Inspired by
Topic: Legal Research in which there is a debate about whether a bitcoin private key can be considered property which endows rights on the owner, specifically the right to compute some mathematical functions which transfer a perceived value to another individual.
Well, there was a previous, very long, thread about intellectual property
here, in which many contributors rejected Intellectual Property Rights (call this the anti-IPR position) - for example, if one can somehow obtain a digital copy of a Hollywood blockbuster, then he is fully within his rights to view it and make additional copies at will; no-one can tell him how he should utilize his physical property (the computer). The information bits composing the film (or game or mp3) are not considered property.
Well, it seems perfectly clear that bitcoin private keys cannot ever be considered physical property.
If they are to be considered property at all, it can only be as intellectual property - like an mp3, they are merely strings of bits.This would seem to be a problem for anyone who holds anti-IPR pro-bitcoin positions. If someone, by manipulating his computer, manages to hack and obtain some bitcoin private keys (and, obviously, the associated bitcoins), then, according to anti-IPR, no theft has taken place and no anti-IPR judicial system will recognize a loss. Any physical attempt to recover the bitcoins would thus be unlawful.
It's not clear to me, though, what the anti-IPR position on hacking is. I mean, a hacker is merely issuing instructions to his own hardware which make it transmit certain bits of information, right? No-one can deny him that...
And the hacked party is free to program his own hardware to act, or not to act, on receipt of those bits of information...

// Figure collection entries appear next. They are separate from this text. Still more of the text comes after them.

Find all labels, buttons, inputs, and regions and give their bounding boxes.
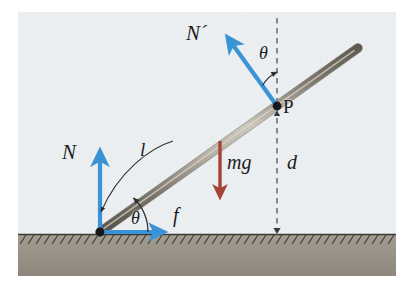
label-theta-top: θ: [259, 44, 268, 62]
physics-figure: N´ θ P N l mg d θ f: [0, 0, 410, 288]
label-normal-ground: N: [62, 142, 76, 163]
label-friction: f: [173, 205, 179, 225]
point-p-marker: [273, 102, 282, 111]
label-normal-wall: N´: [186, 23, 207, 44]
label-length: l: [140, 140, 145, 159]
pivot-point: [96, 228, 105, 237]
label-distance: d: [287, 152, 297, 172]
label-theta-bottom: θ: [131, 209, 140, 227]
label-point-p: P: [283, 97, 294, 116]
label-weight: mg: [227, 152, 251, 172]
hatched-ground: [18, 234, 396, 276]
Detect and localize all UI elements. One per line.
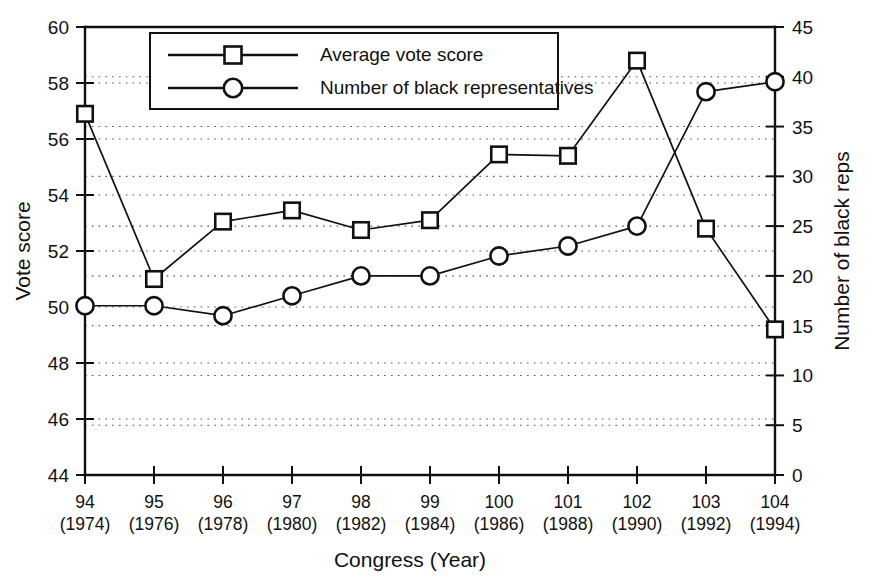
x-axis-tick-label-year: (1982)	[336, 514, 387, 534]
data-point-circle	[283, 287, 300, 304]
chart-canvas: 444648505254565860 051015202530354045 94…	[0, 0, 872, 586]
x-axis-tick-label-year: (1974)	[60, 514, 111, 534]
y-axis-right-tick-label: 35	[792, 117, 813, 138]
x-axis-tick-label-year: (1978)	[198, 514, 249, 534]
data-point-circle	[352, 267, 369, 284]
y-axis-left-tick-label: 56	[48, 129, 69, 150]
x-axis-tick-label-year: (1980)	[267, 514, 318, 534]
data-point-square	[353, 222, 369, 238]
x-axis-title: Congress (Year)	[334, 548, 486, 571]
y-axis-right-tick-label: 30	[792, 166, 813, 187]
x-axis-tick-label-congress: 101	[553, 492, 582, 512]
y-axis-left-ticks: 444648505254565860	[48, 17, 94, 486]
x-axis-tick-label-year: (1990)	[612, 514, 663, 534]
x-axis-tick-label-year: (1984)	[405, 514, 456, 534]
y-axis-right-tick-label: 40	[792, 67, 813, 88]
y-axis-left-tick-label: 58	[48, 73, 69, 94]
legend-marker-square	[225, 47, 242, 64]
data-point-square	[215, 214, 231, 230]
y-axis-left-title: Vote score	[11, 201, 34, 300]
x-axis-tick-label-year: (1988)	[543, 514, 594, 534]
data-point-circle	[559, 237, 576, 254]
x-axis-tick-label-congress: 100	[484, 492, 513, 512]
data-point-square	[629, 53, 645, 69]
x-axis-tick-label-congress: 103	[691, 492, 720, 512]
data-point-square	[77, 106, 93, 122]
y-axis-left-tick-label: 44	[48, 465, 70, 486]
legend-marker-circle	[224, 79, 242, 97]
data-point-square	[767, 322, 783, 338]
data-point-circle	[214, 307, 231, 324]
y-axis-left-tick-label: 52	[48, 241, 69, 262]
data-point-square	[698, 221, 714, 237]
data-point-circle	[697, 83, 714, 100]
y-axis-left-tick-label: 60	[48, 17, 69, 38]
data-point-circle	[421, 267, 438, 284]
chart-figure: 444648505254565860 051015202530354045 94…	[0, 0, 872, 586]
y-axis-right-tick-label: 20	[792, 266, 813, 287]
y-axis-right-tick-label: 25	[792, 216, 813, 237]
legend-item-label: Number of black representatives	[320, 77, 594, 98]
x-axis-tick-label-congress: 98	[351, 492, 370, 512]
x-axis-tick-label-congress: 96	[213, 492, 232, 512]
x-axis-tick-label-congress: 94	[75, 492, 95, 512]
data-point-circle	[490, 247, 507, 264]
y-axis-right-tick-label: 10	[792, 365, 813, 386]
x-axis-tick-label-congress: 104	[760, 492, 789, 512]
x-axis-tick-label-year: (1992)	[681, 514, 732, 534]
data-point-square	[560, 148, 576, 164]
x-axis-tick-label-congress: 95	[144, 492, 163, 512]
x-axis-tick-label-congress: 99	[420, 492, 439, 512]
data-point-square	[284, 203, 300, 219]
legend: Average vote scoreNumber of black repres…	[150, 33, 594, 109]
x-axis-tick-label-year: (1976)	[129, 514, 180, 534]
data-point-circle	[145, 297, 162, 314]
y-axis-left-tick-label: 50	[48, 297, 69, 318]
y-axis-left-tick-label: 46	[48, 409, 69, 430]
x-axis-tick-label-year: (1986)	[474, 514, 525, 534]
y-axis-left-tick-label: 54	[48, 185, 70, 206]
x-axis-tick-label-congress: 97	[282, 492, 301, 512]
data-point-circle	[76, 297, 93, 314]
y-axis-left-tick-label: 48	[48, 353, 69, 374]
y-axis-right-tick-label: 45	[792, 17, 813, 38]
data-point-circle	[628, 218, 645, 235]
x-axis-tick-label-congress: 102	[622, 492, 651, 512]
x-axis-tick-labels: 94(1974)95(1976)96(1978)97(1980)98(1982)…	[60, 492, 801, 534]
y-axis-right-tick-label: 0	[792, 465, 803, 486]
data-point-circle	[766, 73, 783, 90]
data-point-square	[491, 147, 507, 163]
y-axis-right-title: Number of black reps	[830, 151, 853, 351]
x-axis-tick-label-year: (1994)	[750, 514, 801, 534]
data-point-square	[422, 212, 438, 228]
legend-item-label: Average vote score	[320, 44, 483, 65]
y-axis-right-tick-label: 5	[792, 415, 803, 436]
data-point-square	[146, 271, 162, 287]
y-axis-right-tick-label: 15	[792, 316, 813, 337]
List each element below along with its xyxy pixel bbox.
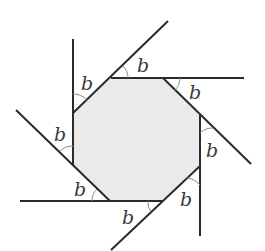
angle-arc-bottom-right [187, 178, 200, 185]
angle-arc-bottom-left [92, 189, 97, 201]
angle-label-bottom: b [122, 206, 134, 228]
angle-arc-bottom [148, 201, 151, 212]
angle-arc-top [123, 66, 128, 78]
angle-label-bottom-left: b [74, 178, 86, 200]
angle-label-right: b [206, 139, 218, 161]
angle-label-top-right: b [189, 81, 201, 103]
angle-label-bottom-right: b [180, 188, 192, 210]
angle-arc-left [60, 146, 73, 151]
angle-label-top-left: b [81, 72, 93, 94]
octagon-exterior-angles-diagram: b b b b b b b b [0, 0, 265, 251]
angle-arc-top-right [175, 78, 180, 90]
angle-label-left: b [54, 123, 66, 145]
angle-arc-top-left [73, 94, 87, 100]
angle-arc-right [200, 128, 213, 133]
angle-label-top: b [137, 54, 149, 76]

You cannot infer that because an mp3 is a string of numbers and a bitcoin address is a string of numbers that the bitcoin address is IP because the thing an mp3 represents is also IP'd.
It's a logical fallacy.
You infer that because two things share a propertie they must share this other property.
Without any other information this is a false assumption.
You should first define what IP is, and then see if it applies to a bitcoin addres. And leave the mp3 out of it. MAYBE you will find out that the address should be IP in the same way an mp3 is, but you cannot decide beforehand and based on other random properties like that it is representable as numeral information.
For instance, the bible can be represented like a string of numbers, but there is no IP on it.
And there are mp3's that altho they are strings of numbers, are completely IP free.
So the fact that you're dealing with a string of numbers does not imply IP in any way.